The indictment suggested that Mr. Rocha’s conservative politics may have been part of an effort to cover his tracks. Prosecutors said that Mr. Rocha told an undercover F.B.I. agent who posed as a Cuban spy handler that he had pretended to be “a right-wing person” during his time in Miami.

In conversations the undercover agent secretly recorded, Mr. Rocha is quoted as having bragged about his work for the Cubans, once calling it “a grand slam.”

Two other former American officials who were revealed as Cuban spies struck plea deals that compelled them to be debriefed about their knowledge of Havana’s intelligence efforts.

Ana Belén Montes, a former analyst at the Defense Intelligence Agency, pleaded guilty to being a Cuban agent after she was arrested in September 2001. Ms. Montes was released last year.



Ms. Montes’s cooperation led the F.B.I. to charge another former U.S. official who is accused of having served as a Cuban agent for years. That official, Marta Rita Velazquez, who worked at the U.S. Agency for International Development, fled to Sweden after Ms. Montes was arrested and remains a fugitive. An indictment against Ms. Velazquez was unsealed in 2013.

The second major Cuba espionage case in recent years involved Walter Kendall Myers, a former State Department official who pleaded guilty in 2009 to spying for Cuba for decades. Mr. Myers is serving a life sentence. His wife, Gwendolyn Steingraber Myers, who was also charged in the case, was sentenced to nearly seven years in prison.


 

Navy fires commodore of Naval Special Warfare Group Eight​


Navy Capt. Richard A. Zaszewski was fired as commodore of Naval Special Warfare Group Eight on Wednesday, service officials have announced.

Zaszewski is a Silver Star recipient and his many other military awards include three Bronze Stars, one with a “V” device for valor; the Combat Action Ribbon, Legion of Merit, Inherent Resolve Campaign medal, and Afghanistan Campaign Medal, according to his service record, which was provided to Task & Purpose on Wednesday.

Rear Adm. Keith Davids, commander of Naval Special Warfare Command, relieved Zaszewski “due to a loss of confidence in his ability to command,” a Navy news release says.

“Navy leaders are held to high standards of personal and professional conduct,” the press release says. “They are expected to uphold the highest standards of responsibility, reliability, and leadership, and the Navy holds them accountable when they fall short of those standards.”

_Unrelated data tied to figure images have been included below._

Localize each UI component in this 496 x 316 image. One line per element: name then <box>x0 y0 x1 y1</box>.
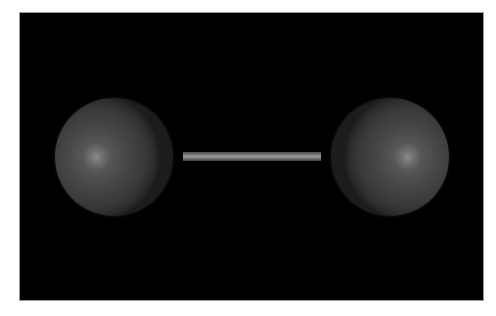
atom-sphere-left <box>55 98 173 216</box>
molecule-viewport[interactable] <box>19 12 484 301</box>
bond-cylinder <box>183 152 321 161</box>
atom-sphere-right <box>331 98 449 216</box>
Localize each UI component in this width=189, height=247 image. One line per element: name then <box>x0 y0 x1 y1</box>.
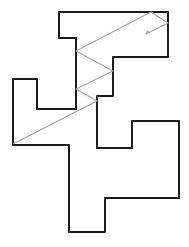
diagram-canvas <box>0 0 189 247</box>
room-outline-polygon <box>13 12 179 232</box>
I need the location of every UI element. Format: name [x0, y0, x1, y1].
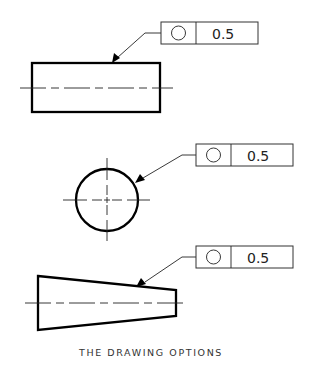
cylinder-outline	[32, 63, 160, 112]
circle-view	[63, 158, 150, 241]
leader-1	[112, 33, 161, 63]
cylinder-view	[20, 63, 173, 112]
feature-control-frame-3: 0.5	[196, 246, 293, 268]
leader-3	[136, 257, 196, 287]
feature-control-frame-1: 0.5	[161, 22, 258, 44]
drawing-canvas: 0.5 0.5 0.5	[0, 0, 315, 384]
leader-2	[135, 155, 196, 183]
tolerance-value: 0.5	[212, 26, 234, 42]
cone-view	[25, 276, 187, 330]
tolerance-value: 0.5	[247, 148, 269, 164]
arrowhead-icon	[135, 174, 145, 183]
figure-caption: THE DRAWING OPTIONS	[0, 347, 302, 358]
arrowhead-icon	[112, 53, 120, 63]
feature-control-frame-2: 0.5	[196, 144, 293, 166]
tolerance-value: 0.5	[247, 250, 269, 266]
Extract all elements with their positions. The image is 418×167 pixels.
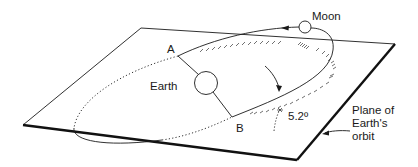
moon-orbit-below-plane — [74, 56, 232, 140]
earth-label: Earth — [150, 80, 178, 93]
moon-label: Moon — [312, 10, 341, 23]
plane-label-line3: orbit — [352, 130, 374, 143]
diagram-canvas: Moon A Earth B 5.2º Plane of Earth's orb… — [0, 0, 418, 167]
earth-circle — [195, 72, 218, 95]
orbit-shadow-hatching — [200, 41, 336, 114]
point-a-label: A — [167, 43, 175, 56]
plane-label-line1: Plane of — [352, 104, 394, 117]
plane-label-pointer-arrow — [322, 131, 350, 136]
angle-arc-indicator — [274, 108, 283, 131]
moon-circle — [299, 21, 311, 33]
point-b-label: B — [236, 122, 244, 135]
inclination-pointer-arrow — [265, 66, 282, 92]
plane-label-line2: Earth's — [352, 117, 387, 130]
angle-label: 5.2º — [288, 110, 308, 123]
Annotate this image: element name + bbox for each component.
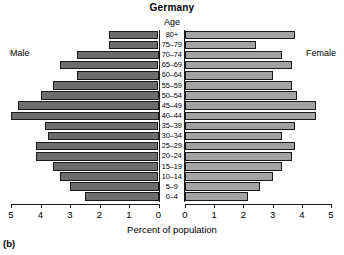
pyramid-row: 55–59	[0, 81, 344, 91]
age-group-label: 20–24	[159, 151, 186, 161]
x-tick-label-right: 0	[178, 209, 192, 220]
male-bar	[77, 71, 158, 80]
age-group-label: 70–74	[159, 50, 186, 60]
x-axis-line-right	[185, 204, 331, 205]
x-tick-label-left: 5	[4, 209, 18, 220]
x-tick-label-left: 2	[93, 209, 107, 220]
pyramid-plot-area: 80+75–7970–7465–6960–6455–5950–5445–4940…	[0, 30, 344, 202]
female-bar	[185, 132, 282, 141]
panel-tag: (b)	[3, 238, 15, 249]
pyramid-row: 20–24	[0, 151, 344, 161]
x-axis-label: Percent of population	[0, 224, 344, 235]
female-bar	[185, 41, 256, 50]
male-bar	[60, 61, 158, 70]
age-group-label: 55–59	[159, 81, 186, 91]
female-bar	[185, 192, 248, 201]
male-bar	[48, 132, 159, 141]
x-tick-label-right: 2	[236, 209, 250, 220]
male-bar	[70, 182, 159, 191]
x-tick-right	[273, 204, 274, 208]
age-group-label: 65–69	[159, 60, 186, 70]
male-bar	[45, 122, 158, 131]
age-group-label: 10–14	[159, 172, 186, 182]
female-bar	[185, 152, 292, 161]
age-group-label: 30–34	[159, 131, 186, 141]
female-bar	[185, 162, 282, 171]
pyramid-row: 60–64	[0, 70, 344, 80]
pyramid-row: 75–79	[0, 40, 344, 50]
male-bar	[41, 91, 159, 100]
age-group-label: 60–64	[159, 70, 186, 80]
male-bar	[53, 81, 159, 90]
pyramid-row: 80+	[0, 30, 344, 40]
x-tick-left	[159, 204, 160, 208]
male-bar	[36, 152, 159, 161]
x-tick-right	[243, 204, 244, 208]
pyramid-row: 25–29	[0, 141, 344, 151]
x-tick-label-right: 3	[266, 209, 280, 220]
x-tick-label-right: 4	[295, 209, 309, 220]
male-bar	[53, 162, 159, 171]
pyramid-row: 45–49	[0, 101, 344, 111]
age-group-label: 75–79	[159, 40, 186, 50]
age-axis-header: Age	[0, 17, 344, 27]
female-bar	[185, 122, 295, 131]
x-tick-left	[11, 204, 12, 208]
x-tick-label-left: 4	[34, 209, 48, 220]
x-tick-label-right: 5	[324, 209, 338, 220]
age-group-label: 80+	[159, 30, 186, 40]
age-group-label: 0–4	[159, 192, 186, 202]
x-tick-right	[302, 204, 303, 208]
x-tick-left	[100, 204, 101, 208]
age-group-label: 35–39	[159, 121, 186, 131]
female-bar	[185, 172, 273, 181]
male-bar	[36, 142, 159, 151]
male-bar	[109, 31, 158, 40]
female-bar	[185, 71, 273, 80]
x-tick-right	[185, 204, 186, 208]
female-bar	[185, 51, 282, 60]
x-tick-label-left: 3	[63, 209, 77, 220]
x-tick-left	[41, 204, 42, 208]
x-tick-label-right: 1	[207, 209, 221, 220]
female-bar	[185, 31, 295, 40]
x-tick-left	[129, 204, 130, 208]
x-axis-line-left	[11, 204, 159, 205]
pyramid-row: 15–19	[0, 162, 344, 172]
female-bar	[185, 182, 260, 191]
pyramid-row: 40–44	[0, 111, 344, 121]
male-bar	[85, 192, 159, 201]
female-bar	[185, 142, 295, 151]
x-tick-right	[214, 204, 215, 208]
age-group-label: 45–49	[159, 101, 186, 111]
x-axis: 543210012345	[0, 204, 344, 205]
pyramid-row: 5–9	[0, 182, 344, 192]
female-bar	[185, 112, 316, 121]
pyramid-row: 0–4	[0, 192, 344, 202]
age-group-label: 50–54	[159, 91, 186, 101]
pyramid-row: 50–54	[0, 91, 344, 101]
pyramid-row: 30–34	[0, 131, 344, 141]
male-bar	[18, 101, 158, 110]
age-group-label: 40–44	[159, 111, 186, 121]
pyramid-row: 65–69	[0, 60, 344, 70]
pyramid-row: 35–39	[0, 121, 344, 131]
population-pyramid-figure: Germany Age Male Female 80+75–7970–7465–…	[0, 0, 344, 255]
female-bar	[185, 101, 316, 110]
x-tick-right	[331, 204, 332, 208]
female-bar	[185, 61, 292, 70]
male-bar	[109, 41, 158, 50]
x-tick-label-left: 1	[122, 209, 136, 220]
pyramid-row: 10–14	[0, 172, 344, 182]
female-bar	[185, 81, 292, 90]
male-bar	[11, 112, 159, 121]
pyramid-row: 70–74	[0, 50, 344, 60]
age-group-label: 15–19	[159, 162, 186, 172]
male-bar	[60, 172, 158, 181]
age-group-label: 25–29	[159, 141, 186, 151]
age-group-label: 5–9	[159, 182, 186, 192]
chart-title: Germany	[0, 2, 344, 13]
female-bar	[185, 91, 297, 100]
x-tick-label-left: 0	[152, 209, 166, 220]
x-tick-left	[70, 204, 71, 208]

NSWG Eight was created in 2021 to combine two other special warfare groups, NSGW Three and Ten. Based at Joint Expeditionary Base Little Creek-Fort Story, Virginia, NSWG 8 oversees about a dozen secretive units that are manned by SEALs and other specialists that support the missions of traditional SEAL Teams, according to a Navy release. Those units include specialized miniature submarines used by SEALs known as Dry Combat Submersible (DCS) and SEAL Delivery Vehicles (SDV), along with Unmanned Undersea Vehicles (UUV). The group also oversees Special Reconnaissance Teams and elements that focus on cyber, space and unmanned systems.

Navy Capt. Stig Sanness, deputy commodore for Naval Special Warfare Group Eight, has assumed the duties as commodore of the group.

A Naval Special Warfare Command did not elaborate on why Davids relieved Zaszewski.

“The decision was made with careful consideration of the facts and the imperative to uphold the high standards of Navy leadership.” the spokesperson told Task & Purpose.

No further information was immediately available about why Zaszewski was fired. The military services often use the phrase “loss of confidence” to avoid providing the specific reasons why officers and senior enlisted leaders are relieved.